Wednesday, June 20, 2007
Solomon, John Wayne, Life...
As I was in the shower this morning, I had the notion that Solomon must have been my age when he wrote Ecclesiastes. When he was young and idealistic, he asked God for wisdom. Perhaps as his ideals were held up to the light of reality which wisdom can't ignore, he saw his ideals for what they were, and became a little cynical and depressed. Then he wrote Ecclesiastes.
I got a Louis L'Amour book from the library yesterday to enjoy some light reading. I've read a few in the past, and they give you the feeling of watching a good action movie. This time, however, my enjoyment was stifled by a new perspective of westerns.
Our cookout a few weeks ago was attended by one of Chris' friends and his wife and sister-in-law. The women are twin Native Americans that grew up on a reservation in Nebraska. Late in the evening, after most of the guests were gone, they sat smoking cigarettes, drinking beer, and relating they oppression they experienced growing up. In their discourse, they described bleaching hair in attempts to pass as white. They described the relief they felt when they moved to Tennessee, where 'Indians' aren't the focus of racial prejudice. And they despise John Wayne.
Hate John Wayne? The great American hero who shot bad guys and protected the women and the homestead from those wild and crazy Indians? Oh.

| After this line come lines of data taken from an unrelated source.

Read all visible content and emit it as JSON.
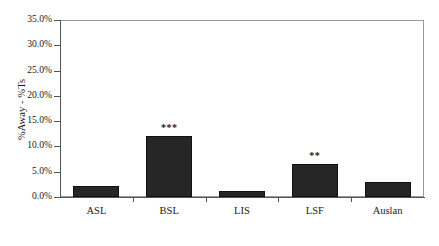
{
  "chart_data": {
    "type": "bar",
    "title": "",
    "subtitle": "",
    "xlabel": "",
    "ylabel": "%Away - %Ts",
    "categories": [
      "ASL",
      "BSL",
      "LIS",
      "LSF",
      "Auslan"
    ],
    "values": [
      2.1,
      12.0,
      1.2,
      6.5,
      3.0
    ],
    "annotations": [
      "",
      "***",
      "",
      "**",
      ""
    ],
    "ylim": [
      0,
      35
    ],
    "ytick_values": [
      0,
      5,
      10,
      15,
      20,
      25,
      30,
      35
    ],
    "ytick_labels": [
      "0.0%",
      "5.0%",
      "10.0%",
      "15.0%",
      "20.0%",
      "25.0%",
      "30.0%",
      "35.0%"
    ],
    "grid": false,
    "legend": null,
    "bar_color": "#262626",
    "axis_color": "#555555",
    "frame_color": "#9a9a9a"
  }
}
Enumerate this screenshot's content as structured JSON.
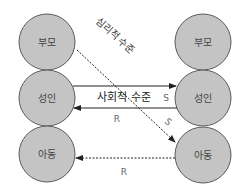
{
  "diagram": {
    "title": "",
    "colors": {
      "circle_fill": "#c4c4c4",
      "circle_stroke": "#5a5a5a",
      "line": "#222222",
      "label": "#555555",
      "text": "#333333"
    },
    "left_nodes": [
      {
        "id": "L-parent",
        "label": "부모"
      },
      {
        "id": "L-adult",
        "label": "성인"
      },
      {
        "id": "L-child",
        "label": "아동"
      }
    ],
    "right_nodes": [
      {
        "id": "R-parent",
        "label": "부모"
      },
      {
        "id": "R-adult",
        "label": "성인"
      },
      {
        "id": "R-child",
        "label": "아동"
      }
    ],
    "levels": {
      "social": "사회적 수준",
      "psychological": "심리적 수준"
    },
    "edges": [
      {
        "from": "L-adult",
        "to": "R-adult",
        "style": "solid",
        "label": "S"
      },
      {
        "from": "R-adult",
        "to": "L-adult",
        "style": "solid",
        "label": "R"
      },
      {
        "from": "L-parent",
        "to": "R-child",
        "style": "dotted",
        "label": "S"
      },
      {
        "from": "R-child",
        "to": "L-child",
        "style": "dotted",
        "label": "R"
      }
    ]
  }
}
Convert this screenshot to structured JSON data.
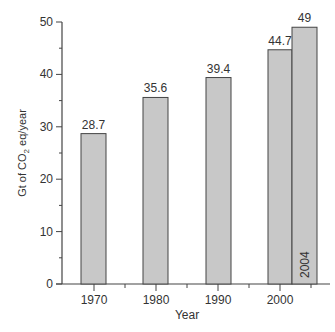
{
  "chart_data": {
    "type": "bar",
    "title": "",
    "xlabel": "Year",
    "ylabel": "Gt of CO2 eq/year",
    "ylabel_main": "Gt of CO",
    "ylabel_sub": "2",
    "ylabel_tail": " eq/year",
    "categories": [
      "1970",
      "1980",
      "1990",
      "2000",
      "2004"
    ],
    "values": [
      28.7,
      35.6,
      39.4,
      44.7,
      49
    ],
    "value_labels": [
      "28.7",
      "35.6",
      "39.4",
      "44.7",
      "49"
    ],
    "ylim": [
      0,
      50
    ],
    "yticks": [
      0,
      10,
      20,
      30,
      40,
      50
    ],
    "xtick_labels": [
      "1970",
      "1980",
      "1990",
      "2000"
    ],
    "inbar_label": "2004",
    "grid": false,
    "legend": null,
    "colors": {
      "bar_fill": "#c8c8c8",
      "bar_stroke": "#444444",
      "axis": "#444444"
    }
  }
}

On another tangent... I received an e-mail about a massive, 23-foot alligator that was caught in a Texas lake where there aren't supposed to be alligators. The end of the e-mail stated that it was a shame they killed it... That it would have been helpful in the Rio Grand. I can imagine the writer is also a republican who also is against stem-cell research and raves about the sanctity of human life. And I suppose if he or she happened to be born in a third world country, he or she would be content to sit and starve in a slum when the 'promise of a better life' was just a few hundred miles away.
The big picture is not black and white.
I should write my own modern-day Ecclesiastes.
Friday, June 15, 2007
Wednesday, June 13, 2007
Birthday Purchases
Not wanting to waste my purchase on something I wasn't sure would be a worthwhile purchase, I asked for some recommendations. Grimey (I think that's who I talked to...) asked what my last purchase was. I told him Brian Eno. Then when he spotted the bluegrass CD I was tentatively carrying around, he wasn't too sure what to tell me. (By the way, if you would have told me when I was 18 that I would live in Nashville and listen to bluegrass, I would have laughed in your face.)
I ended up with a stack of staff picks to listen through, and spent the next hour listening on a borrowed set of headphones. Television, a 70's punk band (an all-time classic, I was told), and Dungen, brand new from Scandinavia, were both things I would have bought in an instant when I was in my teens and 20s and childless. Amy Wineheart, whom I've heard on the radio, was also recommended, but too crass. And besides... I'd rather buy the Verve Remixed CDs, which I bet is where she got her gimmick from.
So I ended up with Uncle Earl and Wilco. The first song on the Uncle Earl CD sounded so... joyful. To catch a glimpse of them click here and here. The verdict is still out on Wilco, who I hear lots of folks rave about. It such a bad name for a band, but after listening to a few songs, I knew my kids at least wouldn't get into some funky mood when I played their music.